Life on Mars? Curiosity rover detects mysterious methane 'burps' in Martian atmosphere


A gas strongly associated with life on Earth has been detected again in the Martian atmosphere, opening a new chapter in a decade-old mystery about the on-again, off-again appearance of methane on Mars.

The latest discovery comes from NASA's Curiosity rover, which in addition to analyzing rocks and soil samples, is sniffing the air at its Gale Crater landing site.


A year ago, scientists reported that Curiosity had come up empty-handed after an eight-month search for methane in the atmosphere, leaving earlier detections by ground-based telescopes and Mars-orbiting spacecraft an unexplained anomaly.


"We thought we had closed the book on methane. It was disappointing to a lot of people that there wasn't significant methane on Mars, but that's where we were," Curiosity scientist Christopher Webster with NASA's Jet Propulsion Laboratory in Pasadena, Calif., told Discovery News.


Then, on the day after Thanksgiving in 2013, methane readings shot up in Gale Crater and stayed high while Curiosity made three more measurements over the next 60 days.


"It was a complete surprise," Webster said.


Six weeks later, the rover's Tunable Laser Spectrometer scanned again and found methane concentrations were back down to about seven parts per billion, a background level that dovetails with previous measurements by telescopes and Mars orbiters.


Methane concentrations stayed at that background level through July 9, 2014, the last measurement included in a report to be published in this week's .


The discovery revives two somewhat dormant investigations. The first and most difficult to answer is tracing the source of the methane and figuring out what triggers its periodic release into the atmosphere.


One possibility is that Mars hosts past or present colonies of methane-producing microbes known as methanogens. It is highly unlikely that Curiosity -- or India's newly arrived methane-hunting Mars-orbiting spacecraft -- has the sensitivity to chemically analyze isotopes in the methane molecules and identify whether the gas is produced by biological processes or geochemical ones.


Methane is a chemical compound comprised of one carbon atom bonded with four hydrogen atoms. On Earth, living systems produce more than 90 percent of the methane in the atmosphere. The rest stems from geochemical processes.


Another option for Mars' methane is that carbon-rich meteorites occasionally blast through Mars' thin envelope of atmospheric gases, temporarily spiking methane levels as the carbon cooks in ultraviolet radiation from the sun.


"It's basically an organic bomb," astrobiologist Chris McKay, with NASA's Ames Research Center in Moffett Field, Calif., told Discovery News.


Impacting meteorites are just one of several potential geochemical sources of Mars' methane. Other possibilities are the erosion of methane-pocketed basalt rock, transformations of the rock-forming mineral olivine and subsurface methane-laced ice.


The second mystery reopened Curiosity's findings concerns methane's rather shocking disappearing act. On Mars, the gas should last 300 years in the atmosphere. But Curiosity's readings, among others, show it dissipates orders of magnitude faster.


Based on Curiosity's measurements alone, that may be because the winds changed, pushing the pocket of methane beyond the rover's nose. Add in previous detections of methane plumes over larger regions and the story gets more complicated -- and puzzling.


"The take-home message here is that we're really being faced with a paradigm shift," planetary scientist Michael Mumma, with NASA's Goddard Space Flight Center in Greenbelt, Maryland, told Discovery News.


Mumma, who led a team that found methane in Mars' atmosphere in 2003, was not involved in the Curiosity research.


The findings will be released today at the American Geophysical Union conference in San Francisco.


Directions for this task →
When you reach the line containing "The image size", start transcribing exactly and continue through the last line of the data, skipping every picture.

[Data records]
>>>>

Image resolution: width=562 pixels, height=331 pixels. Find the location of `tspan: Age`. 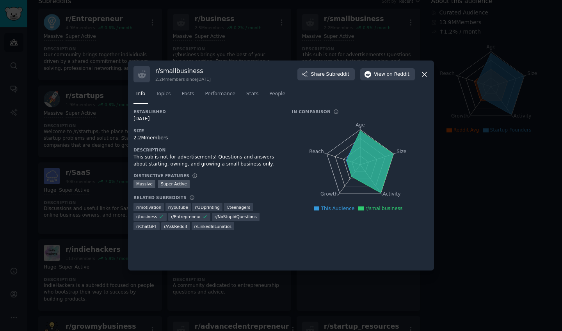

tspan: Age is located at coordinates (360, 125).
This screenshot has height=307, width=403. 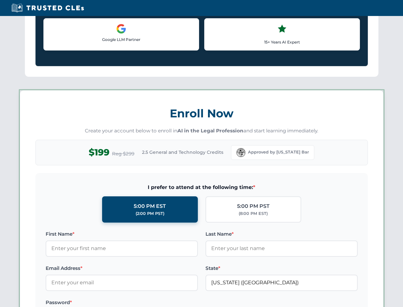 What do you see at coordinates (254, 206) in the screenshot?
I see `div: 5:00 PM PST` at bounding box center [254, 206].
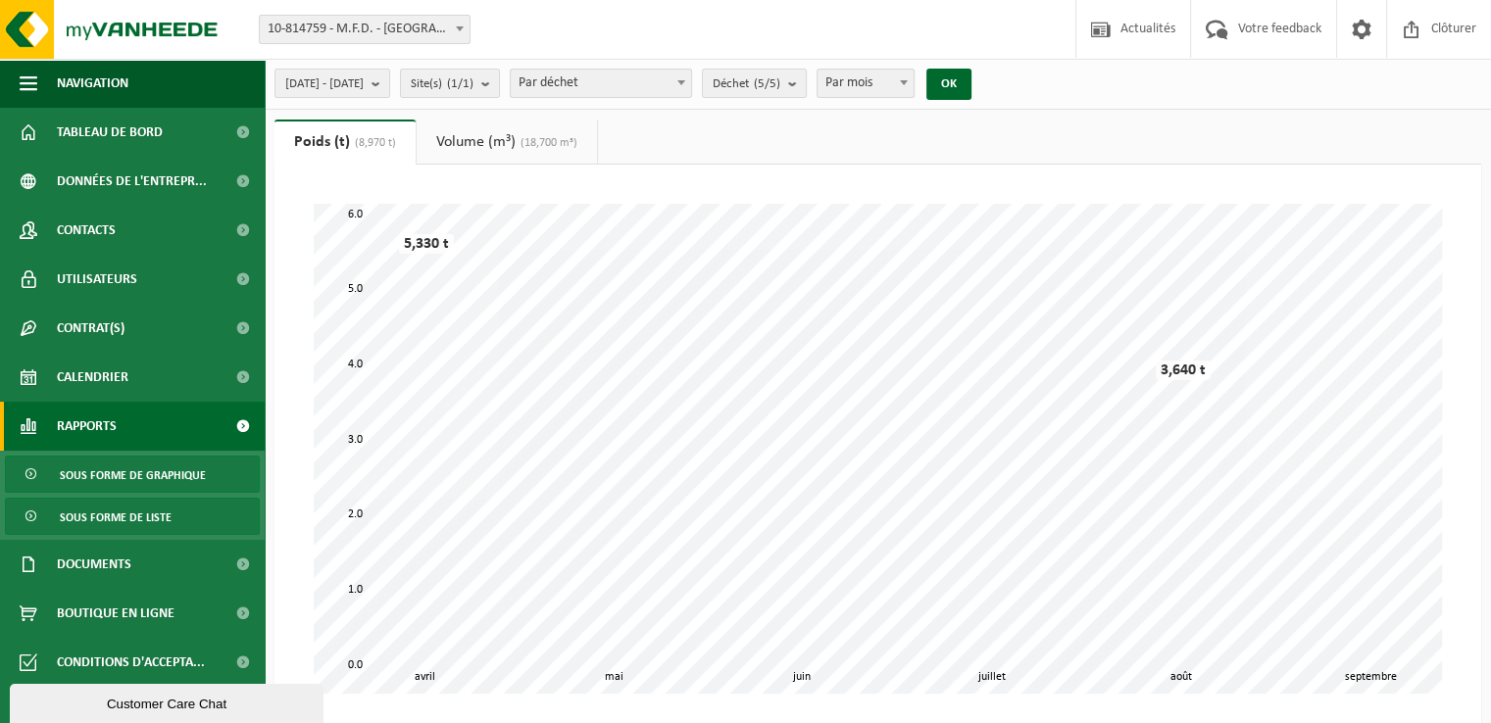 The height and width of the screenshot is (723, 1491). What do you see at coordinates (746, 84) in the screenshot?
I see `span: Déchet` at bounding box center [746, 84].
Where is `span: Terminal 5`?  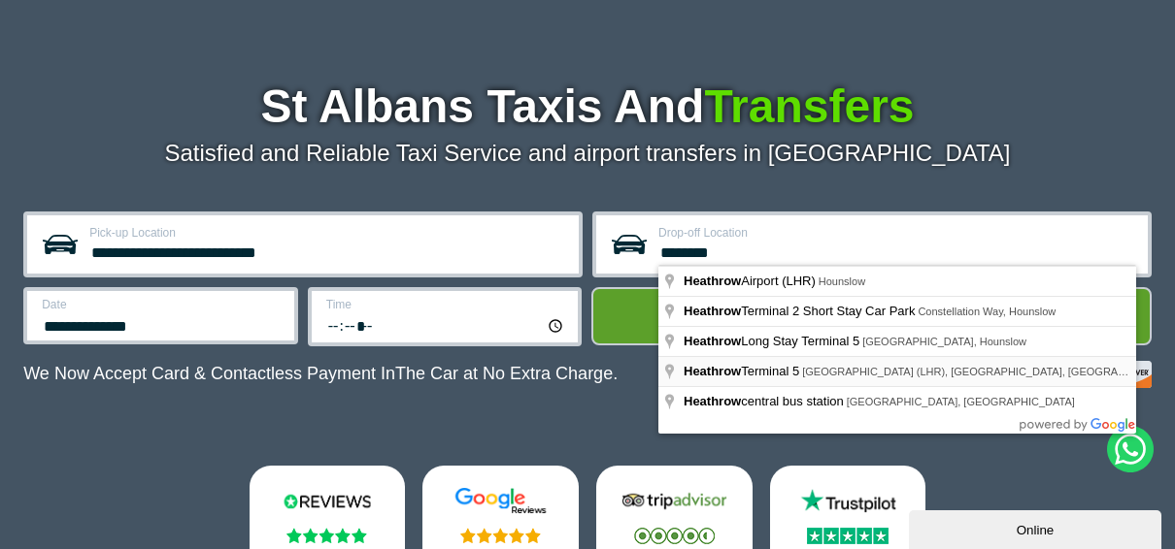
span: Terminal 5 is located at coordinates (743, 371).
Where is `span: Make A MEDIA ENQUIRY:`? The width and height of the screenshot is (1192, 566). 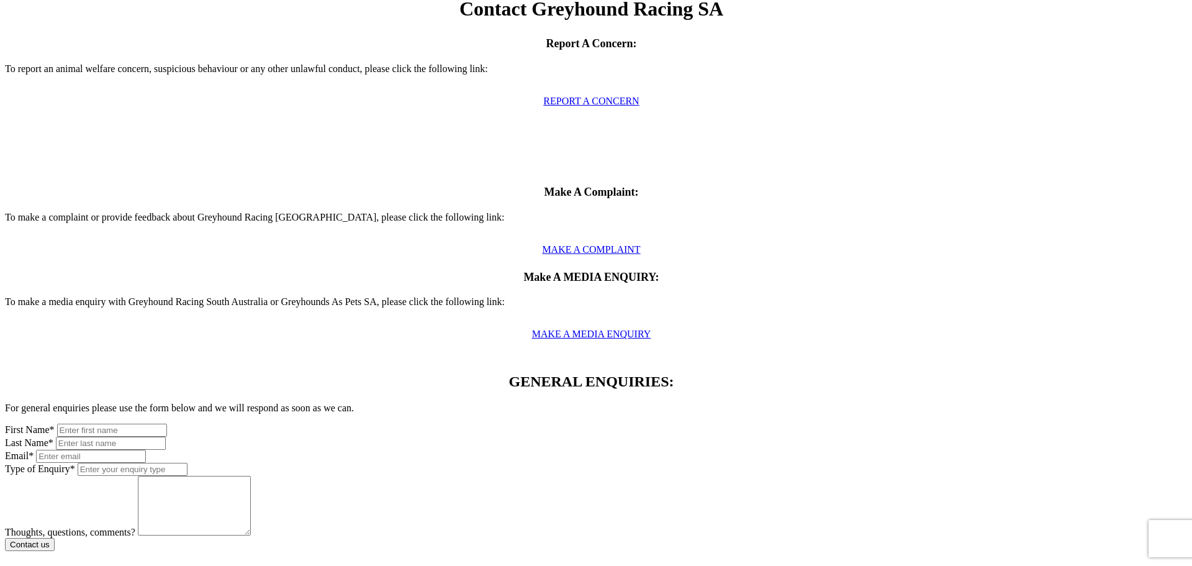 span: Make A MEDIA ENQUIRY: is located at coordinates (591, 277).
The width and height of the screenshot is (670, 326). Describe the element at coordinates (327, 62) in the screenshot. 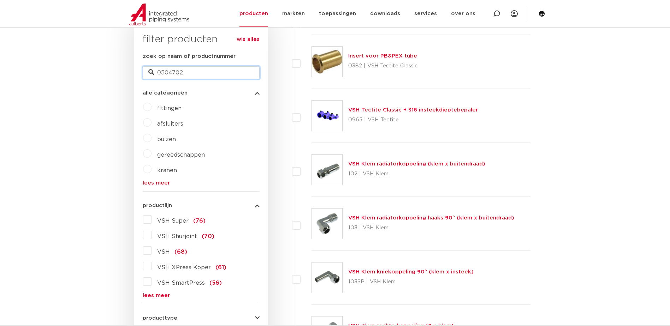

I see `img: Thumbnail for Insert voor PB&PEX tube` at that location.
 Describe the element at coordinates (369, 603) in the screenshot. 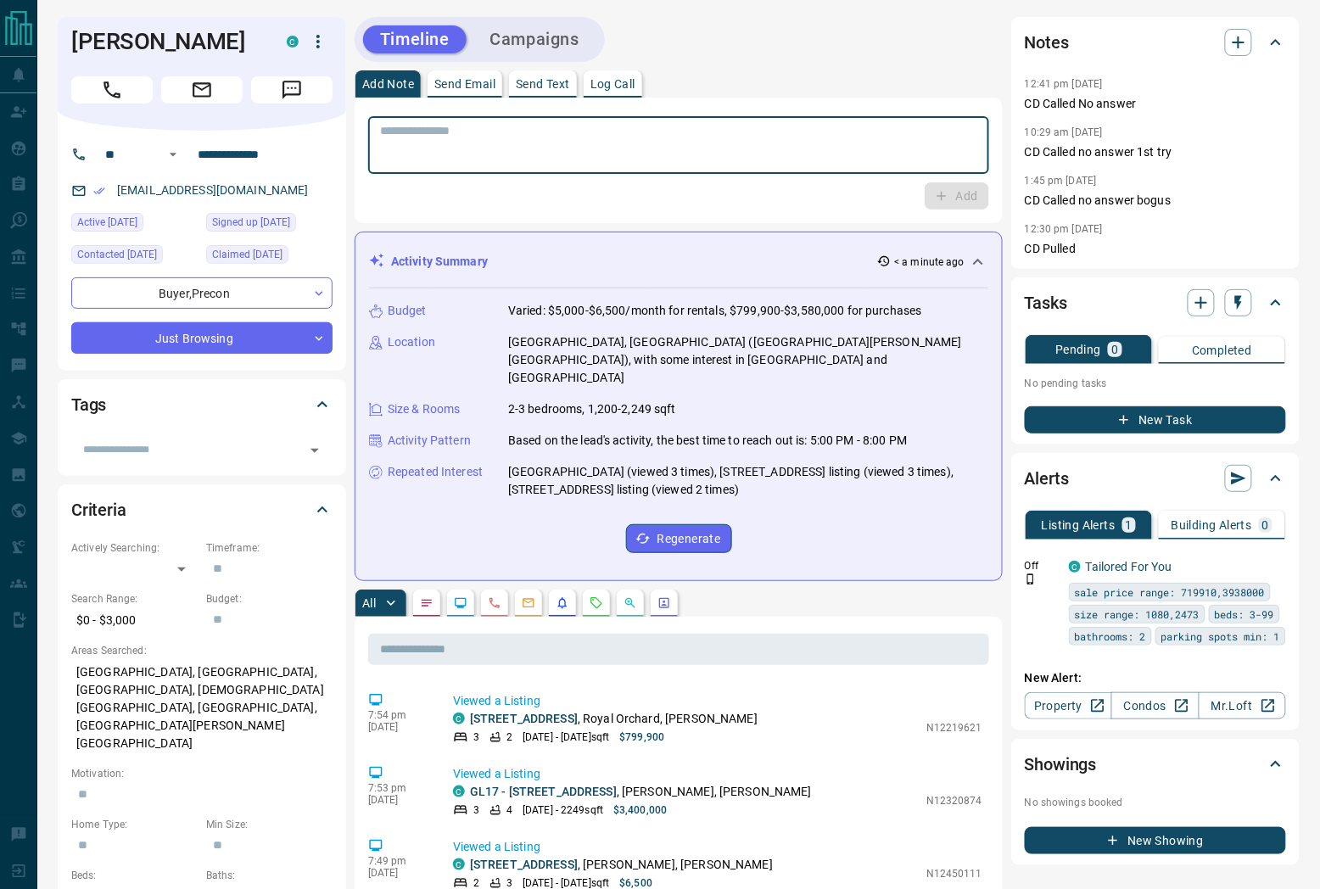

I see `p: All` at that location.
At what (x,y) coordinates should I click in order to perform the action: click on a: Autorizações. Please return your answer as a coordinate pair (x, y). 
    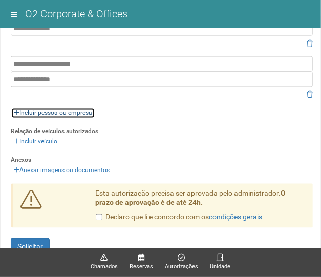
    Looking at the image, I should click on (181, 262).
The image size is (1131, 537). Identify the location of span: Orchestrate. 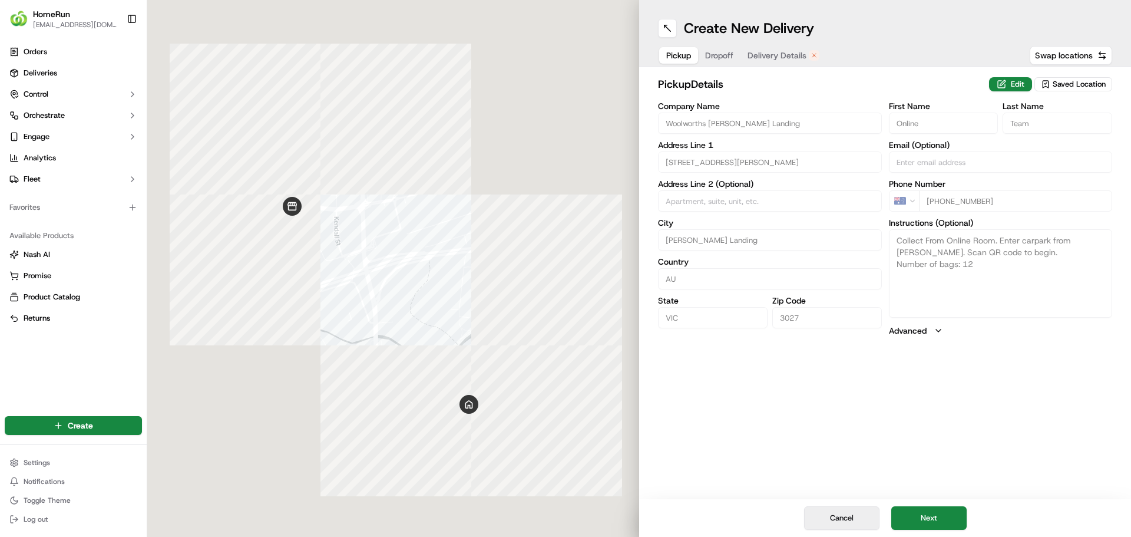
(44, 115).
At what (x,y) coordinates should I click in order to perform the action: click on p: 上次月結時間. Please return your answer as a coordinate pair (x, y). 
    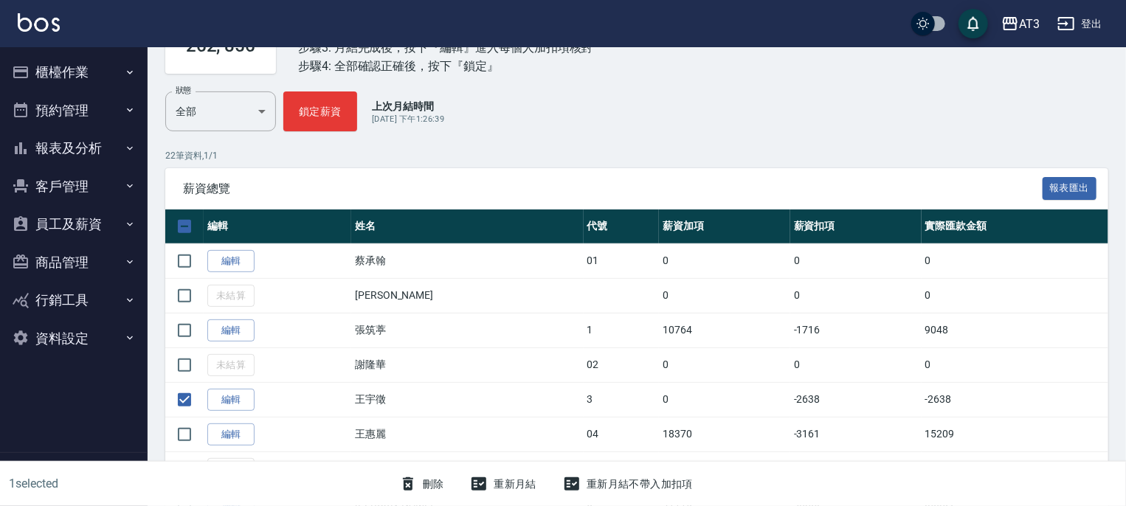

<<<<

Response area →
The image size is (1131, 537). Identify the location of span: Orchestrate. 
(44, 115).
At what (x,y) coordinates should I click in order to perform the action: click on p: 上次月結時間. Please return your answer as a coordinate pair (x, y). 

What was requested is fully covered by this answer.